Core Web Vitals
PerformanceGoogle's three benchmark metrics that measure how fast a page loads, how quickly it responds to clicks, and how stable the layout feels as it renders — used in…
CLS
Cumulative Layout Shift (CLS) is the Core Web Vital that measures how much visible content moves around the screen as a page loads. Each unexpected shift contributes to a score. Google's passing threshold is under 0.1. Between 0.1 and 0.25 needs improvement; over 0.25 is poor. CLS is unitless — it's a calculated value based on the percentage of the viewport that shifts and the distance the content moves.
CLS is the metric most people feel and few people can name. You go to tap a button, the page shifts, you tap an ad instead. That is CLS. The causes are almost always avoidable: an image without dimensions, a font that swaps after load, a cookie banner that drops in late, an ad slot that resizes. Every one of those is a developer choice — usually a lazy one. A CLS over 0.1 means your team shipped the site without measuring it. On checkout pages or contact forms, even a tiny shift kills conversion. Fix it before you spend another dollar on traffic.
The browser watches every visible element and records each unexpected position change as a layout shift. The score is the sum of those shifts, weighted by how much of the viewport moved. To fix CLS, you reserve space for every asset before it loads: set explicit width and height on images and videos, define dimensions for embeds and ads, preload web fonts so they don't swap, and avoid injecting content above existing content after the page renders. Modern frameworks like Next.js handle most of this automatically when images are used correctly. A well-built site lands at 0.00 — yes, zero — for CLS on most pages.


**Work instruction:**
An unaltered copy of every line below is the expected output.

**Exercise data:**

--------

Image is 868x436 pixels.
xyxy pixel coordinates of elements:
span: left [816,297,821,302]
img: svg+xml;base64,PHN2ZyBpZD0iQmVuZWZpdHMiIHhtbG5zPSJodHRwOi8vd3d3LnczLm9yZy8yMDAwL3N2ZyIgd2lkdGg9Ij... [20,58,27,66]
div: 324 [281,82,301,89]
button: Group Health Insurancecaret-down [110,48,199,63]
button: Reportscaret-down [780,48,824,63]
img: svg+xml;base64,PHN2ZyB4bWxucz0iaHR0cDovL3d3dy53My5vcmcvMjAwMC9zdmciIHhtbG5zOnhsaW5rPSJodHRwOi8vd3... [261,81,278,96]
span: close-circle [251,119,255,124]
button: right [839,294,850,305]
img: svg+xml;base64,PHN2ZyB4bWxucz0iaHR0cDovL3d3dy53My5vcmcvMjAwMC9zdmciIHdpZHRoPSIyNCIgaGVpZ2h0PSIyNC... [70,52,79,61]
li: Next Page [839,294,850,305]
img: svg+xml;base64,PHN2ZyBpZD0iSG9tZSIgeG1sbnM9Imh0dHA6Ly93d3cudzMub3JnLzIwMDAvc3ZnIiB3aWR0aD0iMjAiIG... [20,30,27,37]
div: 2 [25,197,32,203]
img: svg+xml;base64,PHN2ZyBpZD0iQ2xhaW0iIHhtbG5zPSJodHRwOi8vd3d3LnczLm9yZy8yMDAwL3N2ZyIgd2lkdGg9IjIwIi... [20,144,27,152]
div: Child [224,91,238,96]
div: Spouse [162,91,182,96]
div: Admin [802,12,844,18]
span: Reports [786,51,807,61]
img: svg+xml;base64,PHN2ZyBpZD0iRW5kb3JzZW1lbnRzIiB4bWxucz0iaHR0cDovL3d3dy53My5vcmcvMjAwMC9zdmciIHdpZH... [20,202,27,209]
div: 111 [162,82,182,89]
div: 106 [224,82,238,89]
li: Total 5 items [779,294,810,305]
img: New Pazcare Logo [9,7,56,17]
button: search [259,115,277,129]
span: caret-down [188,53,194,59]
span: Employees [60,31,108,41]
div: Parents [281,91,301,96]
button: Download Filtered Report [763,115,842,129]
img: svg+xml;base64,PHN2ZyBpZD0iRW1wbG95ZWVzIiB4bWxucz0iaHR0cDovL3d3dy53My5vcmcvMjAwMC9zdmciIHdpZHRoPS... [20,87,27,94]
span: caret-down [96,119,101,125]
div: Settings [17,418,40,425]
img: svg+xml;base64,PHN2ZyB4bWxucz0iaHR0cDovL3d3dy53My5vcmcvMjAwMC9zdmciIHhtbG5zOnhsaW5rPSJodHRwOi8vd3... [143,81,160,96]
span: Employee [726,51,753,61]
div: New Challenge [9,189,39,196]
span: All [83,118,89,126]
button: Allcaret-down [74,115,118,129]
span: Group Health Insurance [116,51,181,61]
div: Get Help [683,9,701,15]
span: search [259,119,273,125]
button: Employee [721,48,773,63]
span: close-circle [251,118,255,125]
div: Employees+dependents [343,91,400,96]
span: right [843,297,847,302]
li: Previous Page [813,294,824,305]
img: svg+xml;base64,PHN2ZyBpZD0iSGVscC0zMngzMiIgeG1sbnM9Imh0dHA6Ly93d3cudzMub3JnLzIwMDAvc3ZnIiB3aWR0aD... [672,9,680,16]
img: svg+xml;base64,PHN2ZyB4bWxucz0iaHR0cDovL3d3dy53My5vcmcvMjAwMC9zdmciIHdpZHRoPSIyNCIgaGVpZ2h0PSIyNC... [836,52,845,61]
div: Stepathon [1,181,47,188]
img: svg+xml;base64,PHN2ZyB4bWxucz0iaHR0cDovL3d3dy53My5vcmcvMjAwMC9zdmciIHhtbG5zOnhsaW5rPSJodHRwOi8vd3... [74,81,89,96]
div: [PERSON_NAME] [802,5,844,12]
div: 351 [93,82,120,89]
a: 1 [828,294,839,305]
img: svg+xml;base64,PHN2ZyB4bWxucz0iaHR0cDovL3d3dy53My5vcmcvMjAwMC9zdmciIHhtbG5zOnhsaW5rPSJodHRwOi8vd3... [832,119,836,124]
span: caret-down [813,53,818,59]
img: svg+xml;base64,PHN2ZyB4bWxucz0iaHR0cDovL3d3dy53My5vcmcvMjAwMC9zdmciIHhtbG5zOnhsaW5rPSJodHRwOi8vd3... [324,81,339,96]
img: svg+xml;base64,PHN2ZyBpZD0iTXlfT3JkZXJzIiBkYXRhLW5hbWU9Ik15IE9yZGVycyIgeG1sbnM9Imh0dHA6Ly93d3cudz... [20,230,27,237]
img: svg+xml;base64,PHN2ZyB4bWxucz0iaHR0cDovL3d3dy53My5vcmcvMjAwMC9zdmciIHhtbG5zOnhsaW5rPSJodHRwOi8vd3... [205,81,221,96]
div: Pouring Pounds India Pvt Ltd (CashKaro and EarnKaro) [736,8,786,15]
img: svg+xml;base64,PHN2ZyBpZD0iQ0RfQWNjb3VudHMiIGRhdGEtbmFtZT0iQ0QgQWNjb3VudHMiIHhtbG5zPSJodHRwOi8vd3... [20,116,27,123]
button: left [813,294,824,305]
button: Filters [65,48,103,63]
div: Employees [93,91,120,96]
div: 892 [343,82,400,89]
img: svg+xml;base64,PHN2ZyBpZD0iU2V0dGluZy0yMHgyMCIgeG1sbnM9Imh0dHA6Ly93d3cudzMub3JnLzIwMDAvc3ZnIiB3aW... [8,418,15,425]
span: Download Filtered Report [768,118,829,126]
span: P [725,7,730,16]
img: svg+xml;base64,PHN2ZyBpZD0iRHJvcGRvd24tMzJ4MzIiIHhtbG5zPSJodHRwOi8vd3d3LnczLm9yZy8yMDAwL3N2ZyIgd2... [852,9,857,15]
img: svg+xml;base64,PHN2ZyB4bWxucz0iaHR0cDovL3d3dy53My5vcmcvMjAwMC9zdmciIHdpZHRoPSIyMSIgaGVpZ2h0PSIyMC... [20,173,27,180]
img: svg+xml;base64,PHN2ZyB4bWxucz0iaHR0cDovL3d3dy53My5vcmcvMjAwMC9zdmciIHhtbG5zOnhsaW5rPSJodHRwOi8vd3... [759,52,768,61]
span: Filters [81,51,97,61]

--------

**Problem solution:**
Image is 868x436 pixels.
xyxy pixel coordinates of elements:
span: left [816,297,821,302]
img: svg+xml;base64,PHN2ZyBpZD0iQmVuZWZpdHMiIHhtbG5zPSJodHRwOi8vd3d3LnczLm9yZy8yMDAwL3N2ZyIgd2lkdGg9Ij... [20,58,27,66]
div: 324 [281,82,301,89]
button: Group Health Insurancecaret-down [110,48,199,63]
button: Reportscaret-down [780,48,824,63]
img: svg+xml;base64,PHN2ZyB4bWxucz0iaHR0cDovL3d3dy53My5vcmcvMjAwMC9zdmciIHhtbG5zOnhsaW5rPSJodHRwOi8vd3... [261,81,278,96]
span: close-circle [251,119,255,124]
button: right [839,294,850,305]
img: svg+xml;base64,PHN2ZyB4bWxucz0iaHR0cDovL3d3dy53My5vcmcvMjAwMC9zdmciIHdpZHRoPSIyNCIgaGVpZ2h0PSIyNC... [70,52,79,61]
li: Next Page [839,294,850,305]
img: svg+xml;base64,PHN2ZyBpZD0iSG9tZSIgeG1sbnM9Imh0dHA6Ly93d3cudzMub3JnLzIwMDAvc3ZnIiB3aWR0aD0iMjAiIG... [20,30,27,37]
div: 2 [25,197,32,203]
img: svg+xml;base64,PHN2ZyBpZD0iQ2xhaW0iIHhtbG5zPSJodHRwOi8vd3d3LnczLm9yZy8yMDAwL3N2ZyIgd2lkdGg9IjIwIi... [20,144,27,152]
div: Child [224,91,238,96]
div: Spouse [162,91,182,96]
div: Admin [802,12,844,18]
span: Reports [786,51,807,61]
img: svg+xml;base64,PHN2ZyBpZD0iRW5kb3JzZW1lbnRzIiB4bWxucz0iaHR0cDovL3d3dy53My5vcmcvMjAwMC9zdmciIHdpZH... [20,202,27,209]
div: 111 [162,82,182,89]
div: 106 [224,82,238,89]
li: Total 5 items [779,294,810,305]
img: New Pazcare Logo [9,7,56,17]
button: search [259,115,277,129]
span: caret-down [188,53,194,59]
span: Employees [60,31,108,41]
div: Parents [281,91,301,96]
button: Download Filtered Report [763,115,842,129]
img: svg+xml;base64,PHN2ZyBpZD0iRW1wbG95ZWVzIiB4bWxucz0iaHR0cDovL3d3dy53My5vcmcvMjAwMC9zdmciIHdpZHRoPS... [20,87,27,94]
span: caret-down [96,119,101,125]
div: Settings [17,418,40,425]
img: svg+xml;base64,PHN2ZyB4bWxucz0iaHR0cDovL3d3dy53My5vcmcvMjAwMC9zdmciIHhtbG5zOnhsaW5rPSJodHRwOi8vd3... [143,81,160,96]
span: Employee [726,51,753,61]
div: New Challenge [9,189,39,196]
span: All [83,118,89,126]
button: Allcaret-down [74,115,118,129]
span: Group Health Insurance [116,51,181,61]
div: Get Help [683,9,701,15]
span: search [259,119,273,125]
button: Employee [721,48,773,63]
span: close-circle [251,118,255,125]
div: Employees+dependents [343,91,400,96]
span: right [843,297,847,302]
li: Previous Page [813,294,824,305]
img: svg+xml;base64,PHN2ZyBpZD0iSGVscC0zMngzMiIgeG1sbnM9Imh0dHA6Ly93d3cudzMub3JnLzIwMDAvc3ZnIiB3aWR0aD... [672,9,680,16]
img: svg+xml;base64,PHN2ZyB4bWxucz0iaHR0cDovL3d3dy53My5vcmcvMjAwMC9zdmciIHdpZHRoPSIyNCIgaGVpZ2h0PSIyNC... [836,52,845,61]
div: Stepathon [1,181,47,188]
img: svg+xml;base64,PHN2ZyB4bWxucz0iaHR0cDovL3d3dy53My5vcmcvMjAwMC9zdmciIHhtbG5zOnhsaW5rPSJodHRwOi8vd3... [74,81,89,96]
div: [PERSON_NAME] [802,5,844,12]
div: 351 [93,82,120,89]
a: 1 [828,294,839,305]
img: svg+xml;base64,PHN2ZyB4bWxucz0iaHR0cDovL3d3dy53My5vcmcvMjAwMC9zdmciIHhtbG5zOnhsaW5rPSJodHRwOi8vd3... [832,119,836,124]
span: caret-down [813,53,818,59]
img: svg+xml;base64,PHN2ZyB4bWxucz0iaHR0cDovL3d3dy53My5vcmcvMjAwMC9zdmciIHhtbG5zOnhsaW5rPSJodHRwOi8vd3... [324,81,339,96]
img: svg+xml;base64,PHN2ZyBpZD0iTXlfT3JkZXJzIiBkYXRhLW5hbWU9Ik15IE9yZGVycyIgeG1sbnM9Imh0dHA6Ly93d3cudz... [20,230,27,237]
img: svg+xml;base64,PHN2ZyB4bWxucz0iaHR0cDovL3d3dy53My5vcmcvMjAwMC9zdmciIHhtbG5zOnhsaW5rPSJodHRwOi8vd3... [205,81,221,96]
div: Pouring Pounds India Pvt Ltd (CashKaro and EarnKaro) [736,8,786,15]
img: svg+xml;base64,PHN2ZyBpZD0iQ0RfQWNjb3VudHMiIGRhdGEtbmFtZT0iQ0QgQWNjb3VudHMiIHhtbG5zPSJodHRwOi8vd3... [20,116,27,123]
button: left [813,294,824,305]
button: Filters [65,48,103,63]
div: Employees [93,91,120,96]
div: 892 [343,82,400,89]
img: svg+xml;base64,PHN2ZyBpZD0iU2V0dGluZy0yMHgyMCIgeG1sbnM9Imh0dHA6Ly93d3cudzMub3JnLzIwMDAvc3ZnIiB3aW... [8,418,15,425]
span: Download Filtered Report [768,118,829,126]
span: P [725,7,730,16]
img: svg+xml;base64,PHN2ZyBpZD0iRHJvcGRvd24tMzJ4MzIiIHhtbG5zPSJodHRwOi8vd3d3LnczLm9yZy8yMDAwL3N2ZyIgd2... [852,9,857,15]
img: svg+xml;base64,PHN2ZyB4bWxucz0iaHR0cDovL3d3dy53My5vcmcvMjAwMC9zdmciIHdpZHRoPSIyMSIgaGVpZ2h0PSIyMC... [20,173,27,180]
img: svg+xml;base64,PHN2ZyB4bWxucz0iaHR0cDovL3d3dy53My5vcmcvMjAwMC9zdmciIHhtbG5zOnhsaW5rPSJodHRwOi8vd3... [759,52,768,61]
span: Filters [81,51,97,61]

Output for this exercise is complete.